Is the Hammersmith & City line running today?
This page covers the Hammersmith & City line in depth — route, stations, history, step-free access and quirks. For the live answer right now, including the current TfL status (Good Service, Minor Delays, Severe Delays, Part Closure or Suspended) and any reported disruption, see the live network status board on the homepage. It's refreshed every 60 seconds from TfL Open Data.
Check live Hammersmith & City line status →- Opened
- 1864 (as part of Metropolitan)
- Stations
- 29
- Termini
- Hammersmith ↔ Barking
- Map colour
- Pink
- Shared with
- Circle, District, Metropolitan
- Night Tube
- No
The Hammersmith & City line is one of the original Underground lines, but it only became a line in its own right on the Tube map in 1990. For most of its history it was operated as a branch of the Metropolitan Railway, and today it still shares almost every kilometre of its track with the Circle, District or Metropolitan lines. It is the quiet connector that links west London, the City and the East End in a single uninterrupted journey.
Where it runs
From west to east, the Hammersmith & City runs from Hammersmith in west London, north and east through Goldhawk Road, Shepherd's Bush Market, Wood Lane, Latimer Road, Ladbroke Grove, Westbourne Park, Royal Oak, Paddington (sub-surface platforms), and from there shares track with the Circle and Metropolitan into King's Cross St Pancras, Liverpool Street and onwards through Whitechapel, Mile End, Bromley-by-Bow, West Ham and Plaistow to Barking.
A bit of history
The line opened in 1864 as a branch of the Metropolitan Railway between Hammersmith and Paddington. For more than a century it was operated as the "Metropolitan line: Hammersmith branch" and printed on Underground maps in the Metropolitan's purple/maroon. In 1990 it was given its own identity, pink colouring and a separate name, partly because the Met line's complex branch structure was overwhelming to read on the map.
The S Stock
Hammersmith & City trains are part of the S7 Stock fleet — modern, air-conditioned, walk-through trains shared with the Circle, District and Metropolitan lines. They replaced the old C Stock between 2012 and 2014.
Notable stations
- Hammersmith — terminus, separate from the District/Piccadilly Hammersmith station (a short walk apart). The line's only dedicated west-London station.
- Paddington — interchange with the Elizabeth line, Bakerloo, Circle and District, and the mainline station.
- Baker Street — interchange with the Metropolitan, Circle, Bakerloo and Jubilee lines.
- King's Cross St Pancras — the network's busiest interchange.
- Liverpool Street — major City interchange with the Elizabeth line, Central, Circle and Metropolitan, plus the mainline.
- Whitechapel — rebuilt for the Elizabeth line, now a major step-free interchange.
Step-free access
Step-free Hammersmith & City stations include Hammersmith, Wood Lane, Paddington, King's Cross St Pancras, Farringdon, Liverpool Street, Whitechapel, Mile End, Bow Road, Bromley-by-Bow, West Ham, Plaistow and Barking. As a sub-surface line, step-free coverage is substantially better than on the deep tube lines.
Hours
The Hammersmith & City line runs from around 05:30 on weekdays until just after midnight, with reduced service on Sundays. It does not run on the Night Tube. The Elizabeth line operates along a parallel central corridor with much later last trains.
Common quirks
Quietly the fastest "Met-pattern" line.Because the H&C runs straight through rather than looping like the Circle, journeys from Paddington to Liverpool Street are often faster on this line than on either the Circle or the Metropolitan, despite the H&C looking like a longer route on the map.
- Two Hammersmiths. The H&C terminus at Hammersmith is around 200 metres from the District/Piccadilly Hammersmith station — different buildings, same name. Allow a few minutes to walk between them.
- Shared track means shared disruption. Because the H&C uses District/Circle/Metropolitan track, problems on those lines tend to affect H&C services too.
Other lines
Guides
What every Tube status means
"Good Service", "Minor Delays", "Severe Delays" — what TfL's words actually translate to.
First-time guide to the Underground
How the Tube works for visitors and new Londoners — fares, platforms, etiquette.
Step-free Tube stations
The full list of step-free stations and what "step-free" actually covers.
Fares, zones and contactless
How TfL fares work, the zone system, and what to use to pay.
Night Tube — what runs and when
Which lines run overnight, on which nights, and how to get home when they don't.
Plan a journey
Door-to-door route planner across Tube, Overground, Elizabeth line, DLR, buses and walking.
Live TfL line status
Every line at a glance — links and status terminology, with the live status board one tap away.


# What this task involves:
Send back all the data below, exactly as given.

# Supplied data:
::::::

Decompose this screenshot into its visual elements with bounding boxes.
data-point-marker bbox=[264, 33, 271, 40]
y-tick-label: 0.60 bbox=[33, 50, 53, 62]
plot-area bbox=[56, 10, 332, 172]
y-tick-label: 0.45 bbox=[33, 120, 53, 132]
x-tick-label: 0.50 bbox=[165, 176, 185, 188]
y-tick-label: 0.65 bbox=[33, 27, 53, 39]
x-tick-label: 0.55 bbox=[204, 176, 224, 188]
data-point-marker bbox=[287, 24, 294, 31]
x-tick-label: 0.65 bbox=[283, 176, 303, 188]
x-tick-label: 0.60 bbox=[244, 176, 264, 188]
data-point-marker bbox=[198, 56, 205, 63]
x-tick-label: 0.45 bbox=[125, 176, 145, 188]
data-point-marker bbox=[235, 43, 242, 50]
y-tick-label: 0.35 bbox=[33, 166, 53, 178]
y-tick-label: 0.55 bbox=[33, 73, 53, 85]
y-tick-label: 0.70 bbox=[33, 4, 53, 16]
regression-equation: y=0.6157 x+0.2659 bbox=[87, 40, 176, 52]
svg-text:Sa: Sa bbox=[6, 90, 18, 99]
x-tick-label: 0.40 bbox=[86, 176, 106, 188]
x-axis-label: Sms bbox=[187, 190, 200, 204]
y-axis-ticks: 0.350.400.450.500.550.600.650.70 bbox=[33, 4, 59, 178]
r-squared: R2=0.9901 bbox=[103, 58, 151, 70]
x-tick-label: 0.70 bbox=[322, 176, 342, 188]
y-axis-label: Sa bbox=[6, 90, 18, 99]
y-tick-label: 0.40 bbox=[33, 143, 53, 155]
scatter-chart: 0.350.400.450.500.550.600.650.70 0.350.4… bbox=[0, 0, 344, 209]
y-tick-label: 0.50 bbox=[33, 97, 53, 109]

::::::

# The completed task:
Decompose this screenshot into its visual elements with bounding boxes.
data-point-marker bbox=[264, 33, 271, 40]
y-tick-label: 0.60 bbox=[33, 50, 53, 62]
plot-area bbox=[56, 10, 332, 172]
y-tick-label: 0.45 bbox=[33, 120, 53, 132]
x-tick-label: 0.50 bbox=[165, 176, 185, 188]
y-tick-label: 0.65 bbox=[33, 27, 53, 39]
x-tick-label: 0.55 bbox=[204, 176, 224, 188]
data-point-marker bbox=[287, 24, 294, 31]
x-tick-label: 0.65 bbox=[283, 176, 303, 188]
x-tick-label: 0.60 bbox=[244, 176, 264, 188]
data-point-marker bbox=[198, 56, 205, 63]
x-tick-label: 0.45 bbox=[125, 176, 145, 188]
data-point-marker bbox=[235, 43, 242, 50]
y-tick-label: 0.35 bbox=[33, 166, 53, 178]
y-tick-label: 0.55 bbox=[33, 73, 53, 85]
y-tick-label: 0.70 bbox=[33, 4, 53, 16]
regression-equation: y=0.6157 x+0.2659 bbox=[87, 40, 176, 52]
svg-text:Sa: Sa bbox=[6, 90, 18, 99]
x-tick-label: 0.40 bbox=[86, 176, 106, 188]
x-axis-label: Sms bbox=[187, 190, 200, 204]
y-axis-ticks: 0.350.400.450.500.550.600.650.70 bbox=[33, 4, 59, 178]
r-squared: R2=0.9901 bbox=[103, 58, 151, 70]
x-tick-label: 0.70 bbox=[322, 176, 342, 188]
y-axis-label: Sa bbox=[6, 90, 18, 99]
y-tick-label: 0.40 bbox=[33, 143, 53, 155]
scatter-chart: 0.350.400.450.500.550.600.650.70 0.350.4… bbox=[0, 0, 344, 209]
y-tick-label: 0.50 bbox=[33, 97, 53, 109]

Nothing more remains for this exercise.